My Autobiography Of Carson Mccullers



Autobiography

  1. My Autobiography Of Carson Mccullers Review
  2. My Autobiography Of Carson Mccullers Quotes

An audacious new form of nonfiction that remakes the boundaries between criticism, biography, and autobiography in search of two identities.

My Autobiography Of Carson Mccullers Review

My Autobiography of Carson McCullersBy Jenn Shapland. (Tin House Books, 266 pages, $22.95.) This winter, if you read just one book that seems to be a biography but turns into an autobiography. A sensitive chronicle of a biographer's search for truth., Gorgeous, symphonic, tender, and brilliant, My Autobiography of Carson McCullers is a monumental achievement. Carson McCullers (February 20, 1917 – September 29, 1967) was an American novelist, short-story writer, playwright, essayist, and poet. Her first novel, The Heart Is a Lonely Hunter (1940), explores the spiritual isolation of misfits and outcasts in a small town of the Southern United States. Publisher's Weekly Review: ' In this uneven hybrid biography/memoir debut, Shapland seeking affirmation of her own emergence as gay by combing archival materials for proof that author Carson McCullers was a lesbian. Predicated on Shapland's belief that 'to tell another person's story, a writer must make that person some version of herself,' she.

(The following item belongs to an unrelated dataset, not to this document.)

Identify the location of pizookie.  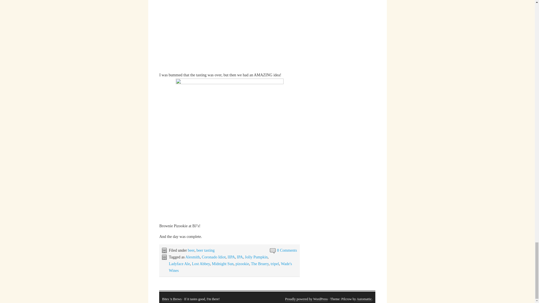
(242, 264).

MccullersMy autobiography of carson mccullers by jenn shapland

While working as an intern in the archives at the Harry Ransom Center, Jenn Shapland encounters the love letters of Carson and a woman named Annemarie—letters are that are tender, intimate, and unabashed in their feelings. Shapland recognizes herself in the letters’ language—but does not see Carson as history has portrayed her.

And so, Shapland is compelled to undertake a recovery of the full narrative and language of Carson's life: She wades through the therapy transcripts; she stays at Carson’s childhood home, where she lounges in her bathtub and eats delivery pizza; she relives Carson’s days at her beloved Yaddo. As Shapland reckons with the expanding and collapsing distance between her and Carson, she see the way Carson’s story has become a way to articulate something about herself. The results articulate something entirely new not only about this one remarkable, walleyed life, but about the way we tell queer love stories.In genre-defying vignettes, Jenn Shapland interweaves her own story with Carson McCullers’s to create a vital new portrait of one of America’s most beloved writers, and shows us how the writers we love and the stories we tell about ourselves make us who we are.

In genre-defying vignettes, Jenn Shapland interweaves her own story with Carson McCullers’s to create a vital new portrait of one of America’s most beloved writers, and shows us how the writers we love and the stories we tell about ourselves make us who we are.

My Autobiography Of Carson Mccullers Quotes

About the Author: Jenn Shapland's work won a 2017 Pushcart Prize and fellowships/residencies at Ucross, the Georgia O'Keeffe Museum, Yaddo, the Carson McCullers Center for Writers and Musicians, and Vermont Studio Center. Her essays have been published in Tin House, THE Magazine, Pastelegram, The Lifted Brow, Electric Literature, NANOfiction, and The Millions. She teaches in the Creative Writing department at the Institute of American Indian Arts and has a PhD in English from UT Austin. She designs and makes clothing for Agnes. She lives in Santa Fe, New Mexico.